Ride with the legend of the West — Gottlieb’s Buffalo Bill is an electromechanical single-player wrapped in a western and historical theme celebrating the famous frontier showman, from the celebrated hand of designer Harry Mabs, a genuine giant of early pinball, with art by the legendary Roy Parker. With light-based scoring and a scarce confirmed run of just 500, it’s an uncommon and charming early Gottlieb.
The layout is elegantly minimal in the classic early-EM tradition: two flippers and two scoring bumpers. It’s a lean, stripped-down design, the kind of clean, elemental playfield that defined pinball’s formative years, when the fundamentals of the flipper game were still being refined. Those two scoring bumpers are the heart of the action, rewarding a player who keeps the ball alive and works them for points, all in service of the frontier-showman theme. There’s a pure, honest simplicity to a machine like this, a reminder of how much fun lived in the earliest, most straightforward layouts, when keeping the ball in play was the whole game.
Buffalo Bill is a lovely piece of history for the collector who cherishes the deepest roots of the hobby and the legendary figures who planted them. Harry Mabs was a founding visionary of the modern flipper game, and Roy Parker’s warm artwork gave Gottlieb machines their storybook charm. With only 500 built, it’s a scarce find, and the Buffalo Bill theme celebrated one of the great legends of the American frontier. For anyone who loves the golden age of EM pinball and its founding masters, it’s a worthy find. Work those scoring bumpers, keep the ball alive, and ride with the showman. Some machines are treasured for their rarity and their legendary makers alike, and this Gottlieb western gem is one of them. Join the Wild West show and drop a coin.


TASK DETAILS
When a line of the entries contains the word "name", report that line.

Items listed in a dataset:
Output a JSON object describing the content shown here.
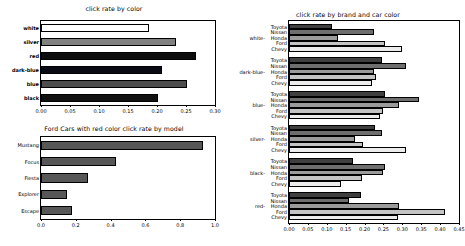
{
  "figure": {
    "background": "#ffffff",
    "width": 464,
    "height": 246
  },
  "chart_data": [
    {
      "id": "click-rate-by-color",
      "type": "bar",
      "orientation": "horizontal",
      "title": "click rate by color",
      "xlabel": "",
      "ylabel": "",
      "categories": [
        "white",
        "silver",
        "red",
        "dark-blue",
        "blue",
        "black"
      ],
      "values": [
        0.187,
        0.233,
        0.268,
        0.208,
        0.252,
        0.202
      ],
      "bar_colors": [
        "#ffffff",
        "#808080",
        "#0d0d0d",
        "#0a0a14",
        "#4d4d4d",
        "#111111"
      ],
      "bar_edge_color": "#000000",
      "xlim": [
        0.0,
        0.3
      ],
      "xticks": [
        "0.00",
        "0.05",
        "0.10",
        "0.15",
        "0.20",
        "0.25",
        "0.30"
      ],
      "xtick_values": [
        0.0,
        0.05,
        0.1,
        0.15,
        0.2,
        0.25,
        0.3
      ],
      "grid": false,
      "legend": "none"
    },
    {
      "id": "ford-red-by-model",
      "type": "bar",
      "orientation": "horizontal",
      "title": "Ford Cars with red color click rate by model",
      "xlabel": "",
      "ylabel": "",
      "categories": [
        "Mustang",
        "Focus",
        "Fiesta",
        "Explorer",
        "Escape"
      ],
      "values": [
        0.93,
        0.43,
        0.27,
        0.15,
        0.18
      ],
      "bar_colors": [
        "#575757",
        "#575757",
        "#575757",
        "#575757",
        "#575757"
      ],
      "bar_edge_color": "#000000",
      "xlim": [
        0.0,
        1.0
      ],
      "xticks": [
        "0.0",
        "0.2",
        "0.4",
        "0.6",
        "0.8",
        "1.0"
      ],
      "xtick_values": [
        0.0,
        0.2,
        0.4,
        0.6,
        0.8,
        1.0
      ],
      "grid": false,
      "legend": "none"
    },
    {
      "id": "click-rate-by-brand-and-color",
      "type": "bar",
      "orientation": "horizontal",
      "title": "click rate by brand and car color",
      "xlabel": "",
      "ylabel": "",
      "groups": [
        "white",
        "dark-blue",
        "blue",
        "silver",
        "black",
        "red"
      ],
      "brands": [
        "Toyota",
        "Nissan",
        "Honda",
        "Ford",
        "Chevy"
      ],
      "brand_colors": [
        "#3f3f3f",
        "#6e6e6e",
        "#9b9b9b",
        "#c4c4c4",
        "#ececec"
      ],
      "bar_edge_color": "#000000",
      "series": [
        {
          "name": "white",
          "values": [
            0.115,
            0.225,
            0.13,
            0.255,
            0.3
          ]
        },
        {
          "name": "dark-blue",
          "values": [
            0.245,
            0.31,
            0.225,
            0.23,
            0.22
          ]
        },
        {
          "name": "blue",
          "values": [
            0.255,
            0.345,
            0.29,
            0.25,
            0.24
          ]
        },
        {
          "name": "silver",
          "values": [
            0.228,
            0.245,
            0.175,
            0.195,
            0.31
          ]
        },
        {
          "name": "black",
          "values": [
            0.17,
            0.253,
            0.248,
            0.192,
            0.138
          ]
        },
        {
          "name": "red",
          "values": [
            0.19,
            0.16,
            0.29,
            0.412,
            0.288
          ]
        }
      ],
      "xlim": [
        0.0,
        0.45
      ],
      "xticks": [
        "0.00",
        "0.05",
        "0.10",
        "0.15",
        "0.20",
        "0.25",
        "0.30",
        "0.35",
        "0.40",
        "0.45"
      ],
      "xtick_values": [
        0.0,
        0.05,
        0.1,
        0.15,
        0.2,
        0.25,
        0.3,
        0.35,
        0.4,
        0.45
      ],
      "grid": false,
      "legend": "none"
    }
  ]
}
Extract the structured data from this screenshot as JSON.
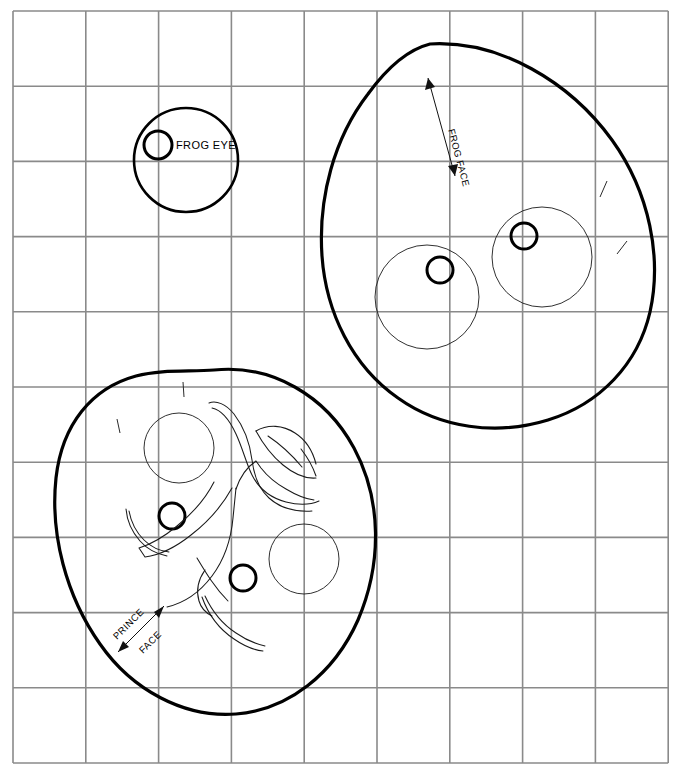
{
  "page": {
    "background_color": "#ffffff",
    "width": 689,
    "height": 777
  },
  "grid": {
    "name": "construction-grid",
    "color": "#8a8a8a",
    "origin_x": 13,
    "origin_y": 11,
    "columns": 9,
    "rows": 10,
    "cell_width": 72.8,
    "cell_height": 75.2
  },
  "labels": {
    "frog_eye": "FROG EYE",
    "frog_face": "FROG FACE",
    "prince_word": "PRINCE",
    "face_word": "FACE"
  },
  "colors": {
    "outline": "#000000",
    "thin_line": "#1a1a1a",
    "grid": "#8a8a8a",
    "background": "#ffffff"
  },
  "figures": {
    "frog_eye_detail": {
      "name": "frog-eye-detail",
      "big_circle": {
        "cx": 186,
        "cy": 160,
        "r": 52
      },
      "pupil": {
        "cx": 158,
        "cy": 145,
        "r": 14
      },
      "label_x": 176,
      "label_y": 149
    },
    "frog_face": {
      "name": "frog-face",
      "sockets": [
        {
          "cx": 427,
          "cy": 297,
          "r": 52
        },
        {
          "cx": 542,
          "cy": 257,
          "r": 50
        }
      ],
      "pupils": [
        {
          "cx": 440,
          "cy": 270,
          "r": 13
        },
        {
          "cx": 524,
          "cy": 236,
          "r": 13
        }
      ],
      "dimension": {
        "x1": 428,
        "y1": 78,
        "x2": 455,
        "y2": 176,
        "text_x": 448,
        "text_y": 130,
        "text_rotation": 75
      }
    },
    "prince_face": {
      "name": "prince-face",
      "sockets": [
        {
          "cx": 179,
          "cy": 448,
          "r": 35
        },
        {
          "cx": 304,
          "cy": 559,
          "r": 35
        }
      ],
      "pupils": [
        {
          "cx": 172,
          "cy": 516,
          "r": 13
        },
        {
          "cx": 243,
          "cy": 578,
          "r": 13
        }
      ],
      "dimension": {
        "x1": 118,
        "y1": 652,
        "x2": 164,
        "y2": 606,
        "prince_x": 128,
        "prince_y": 638,
        "prince_rotation": -45,
        "face_x": 152,
        "face_y": 648,
        "face_rotation": -45
      }
    }
  }
}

ANSWER FOR THE TASK
          "name": "white",
          "name": "dark-blue",
          "name": "blue",
          "name": "silver",
          "name": "black",
          "name": "red",
    "name": "construction-grid",
      "name": "frog-eye-detail",
      "name": "frog-face",
      "name": "prince-face",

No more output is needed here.